» Thu Dec 02, 2010 12:17 pm
I wouldn't mind replacing the actual gold value with a "rating" that's based on the value-to-weight ratio. That's even more convenient, and it's more believable than a number that you somehow know.
Because you have to consider that taking away the value stat of an item simply makes you look at the object and judge how valuable it is for yourself. Once you know the game's rules, that is kinda equivalent to a gold value. The gold value stat is more convenient, however, and it basically tells you "from the looks of this item, your character estimates its value" - that's exactly what you'd be doing yourself without the price tag. So that is actually an RPG feature - instead of placing it into the player's hands, the game lets the character make an estimation (which by the way only roughly corresponds to the actual value you're getting anyway). And well, we have to accept it as a given that the hero of a game has an eye for that. So the feature itself isn't so much the problem, it's the representation of it; seeing a fixed, precise value is unbelievable.

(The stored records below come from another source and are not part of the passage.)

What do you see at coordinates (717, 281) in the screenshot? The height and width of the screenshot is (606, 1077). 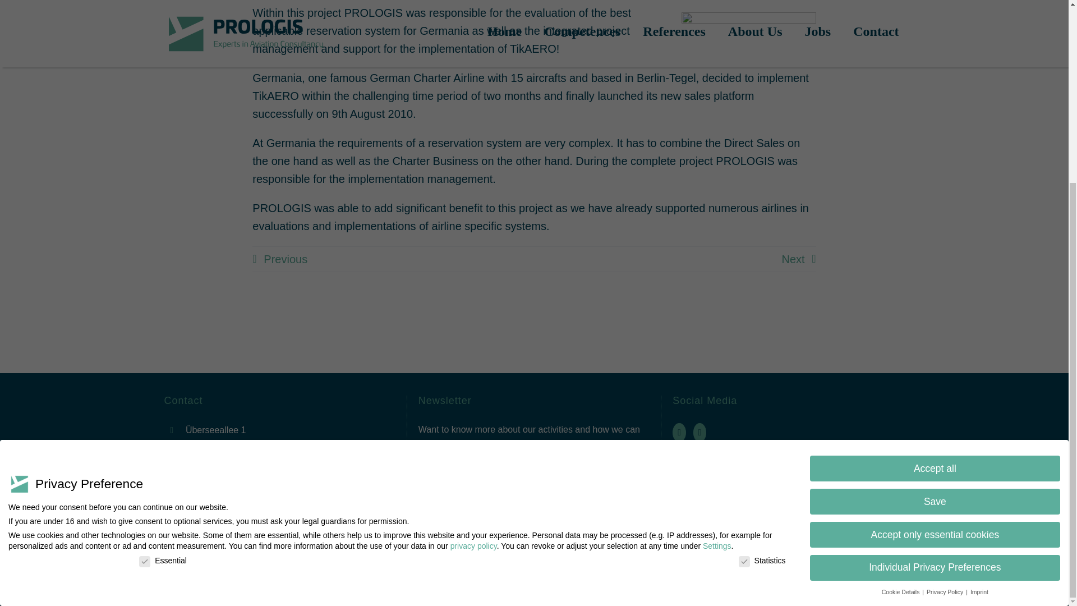 I see `Settings` at bounding box center [717, 281].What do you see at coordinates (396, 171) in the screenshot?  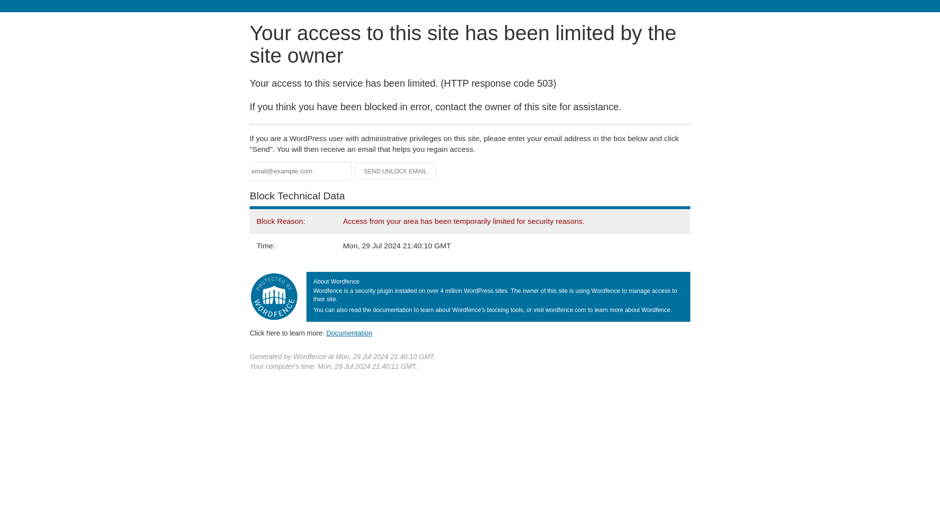 I see `Send Unlock Email` at bounding box center [396, 171].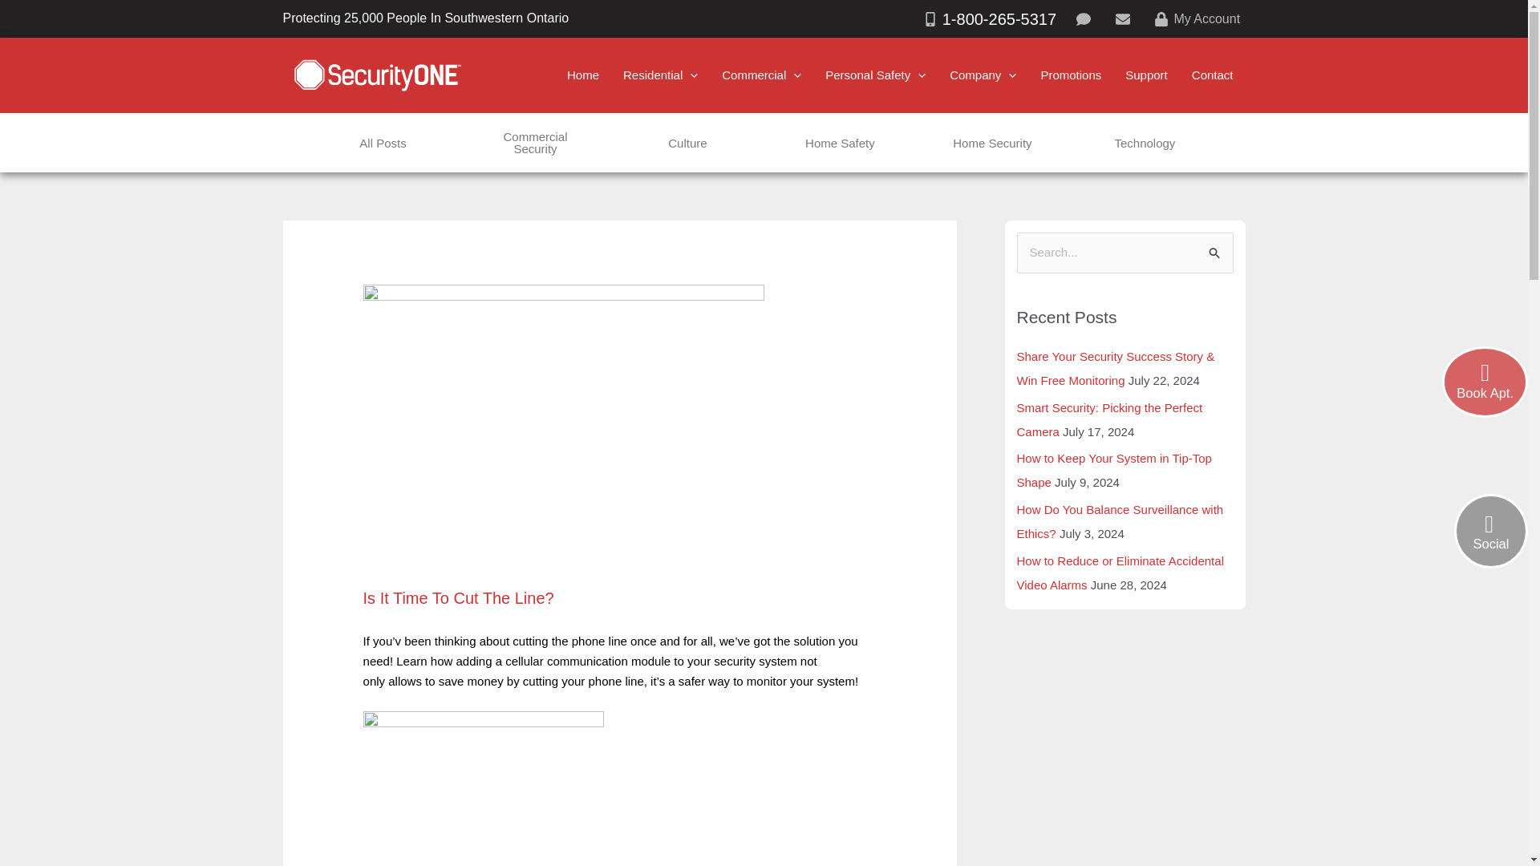  What do you see at coordinates (1213, 75) in the screenshot?
I see `Contact` at bounding box center [1213, 75].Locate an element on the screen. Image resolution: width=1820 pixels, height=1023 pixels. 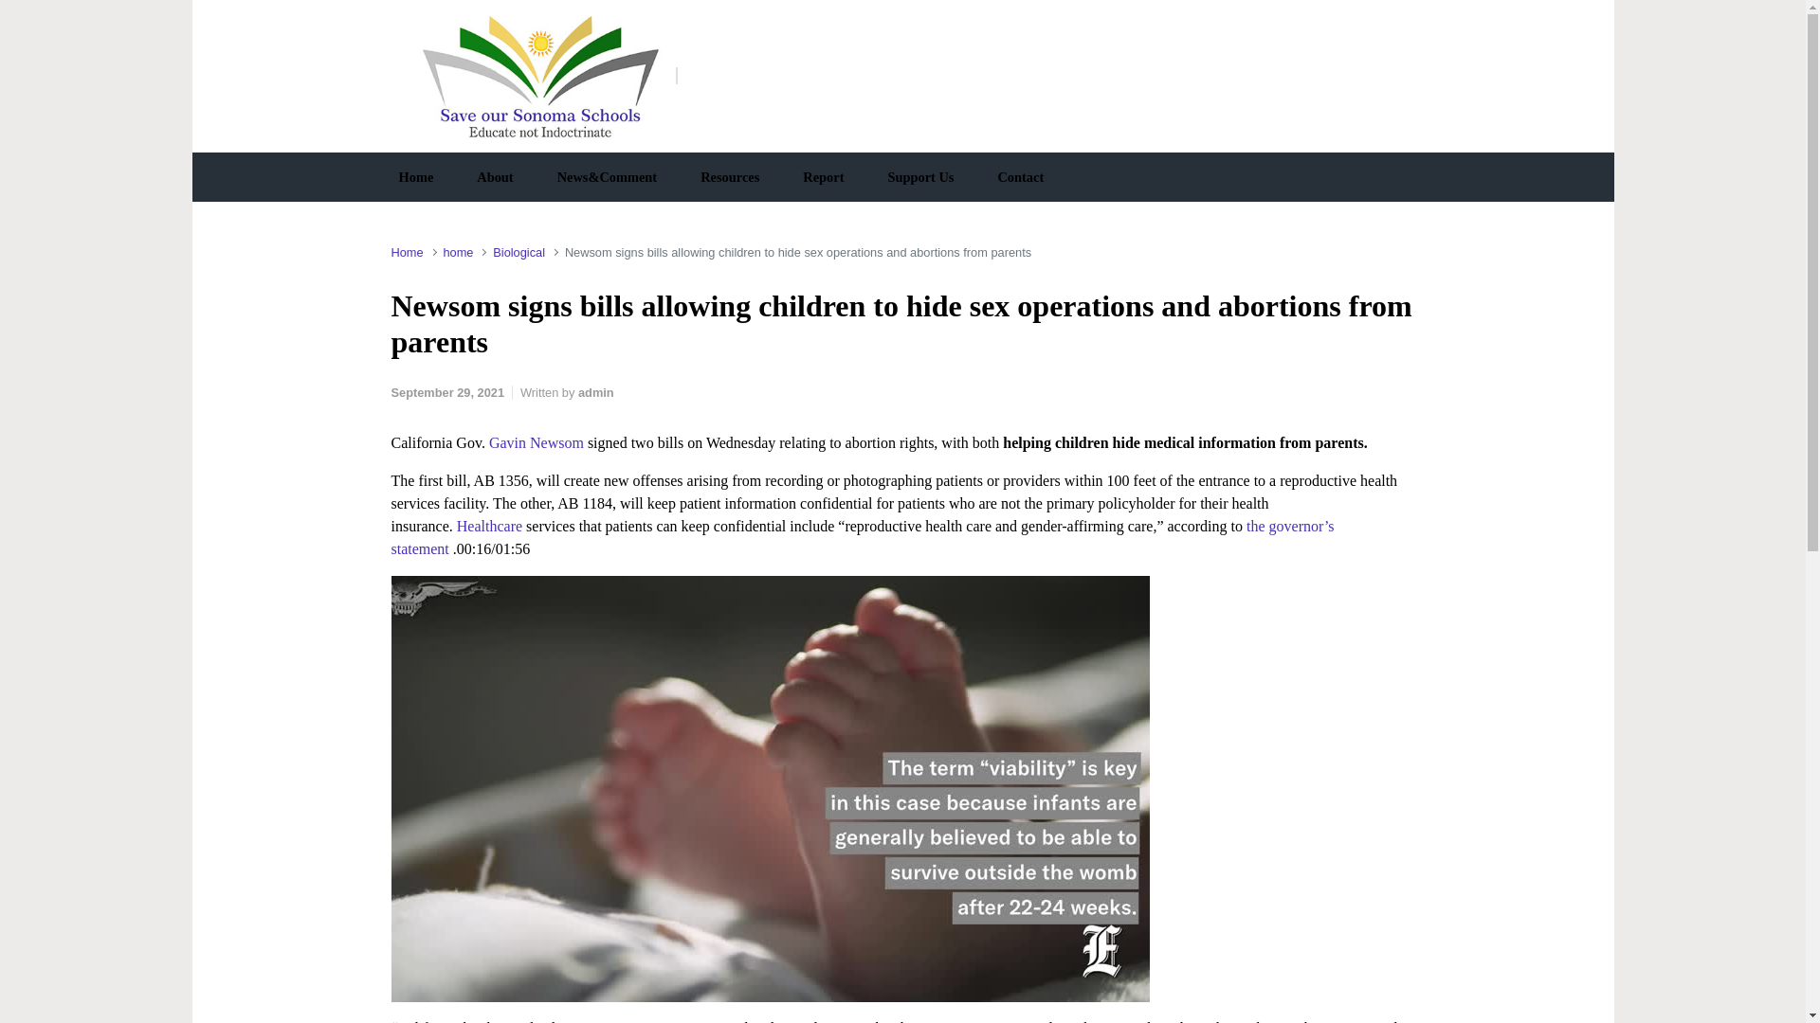
Resources is located at coordinates (730, 176).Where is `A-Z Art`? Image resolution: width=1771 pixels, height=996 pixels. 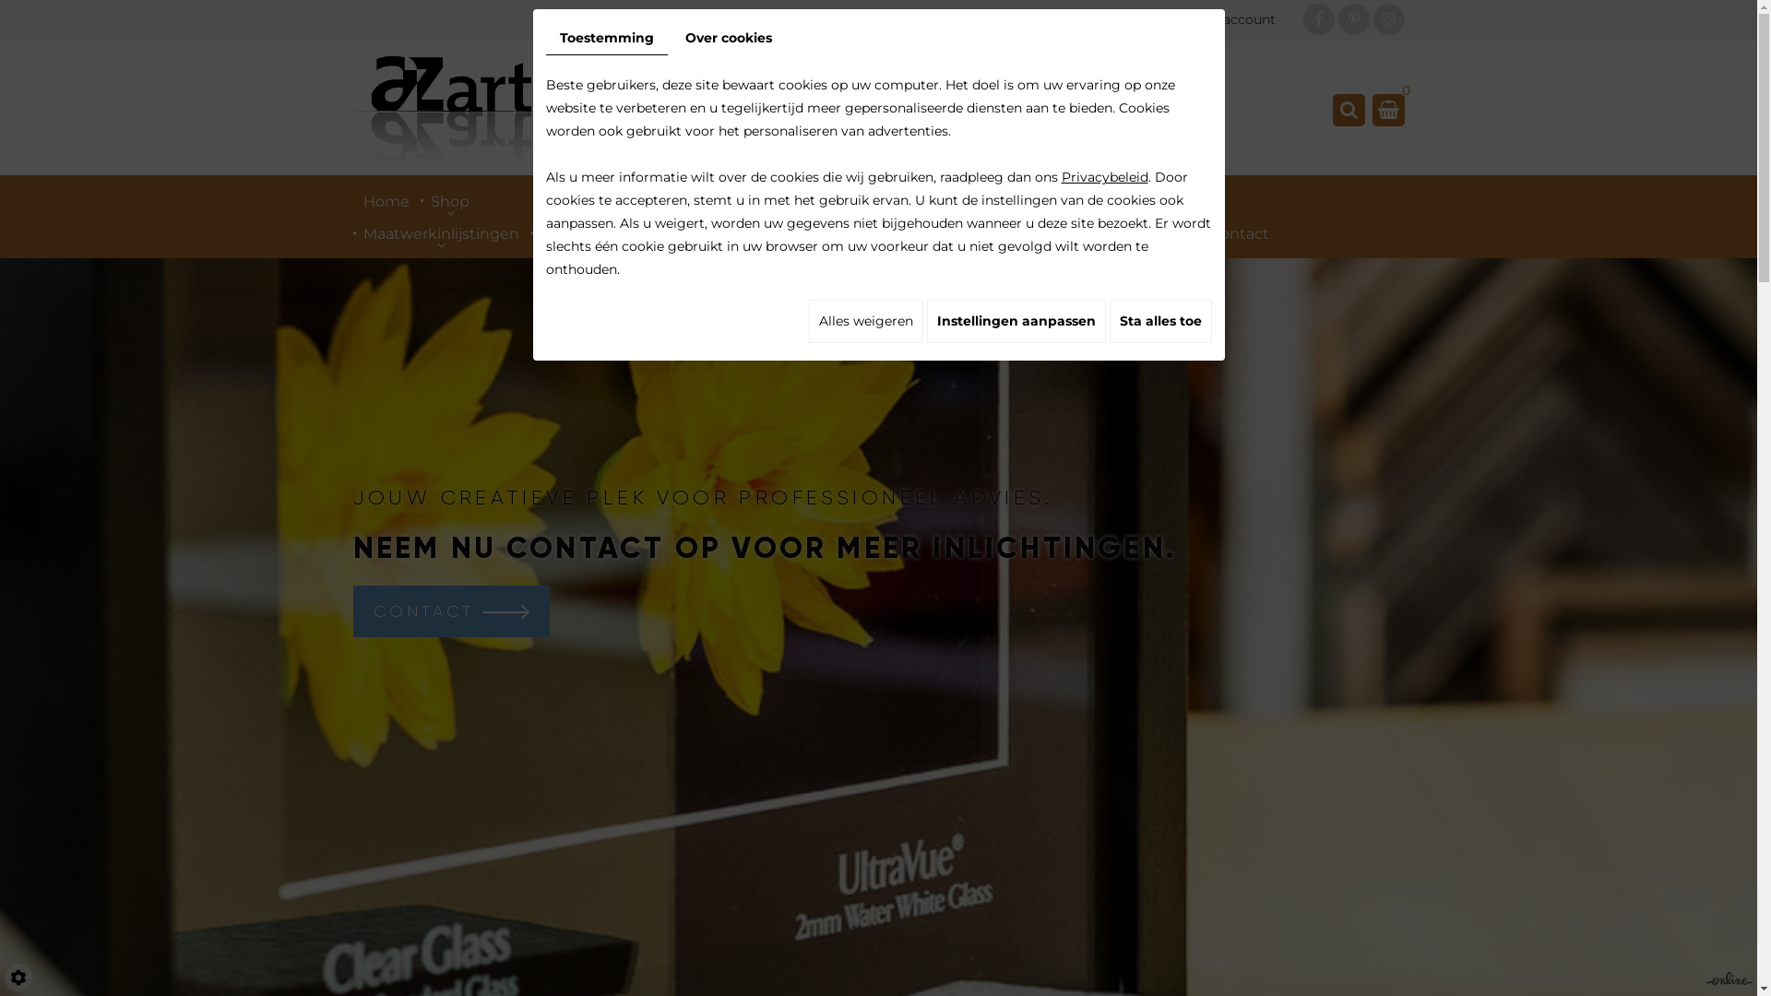
A-Z Art is located at coordinates (456, 111).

In Oblivion, the gold-to-weight ratio scale had a pretty small range. You usually wouldn't even consider items below a value of 10:1. And valuable items only rarely reached 70:1 (and if they did, like some potions, then it wasn't very balanced).
In the end, I think, a scale with about 7 different levels would be precise enough (going from 10:1 as the lower end to 70:1 as the upper end, for example). The rating should of course use small descriptions and not a scale.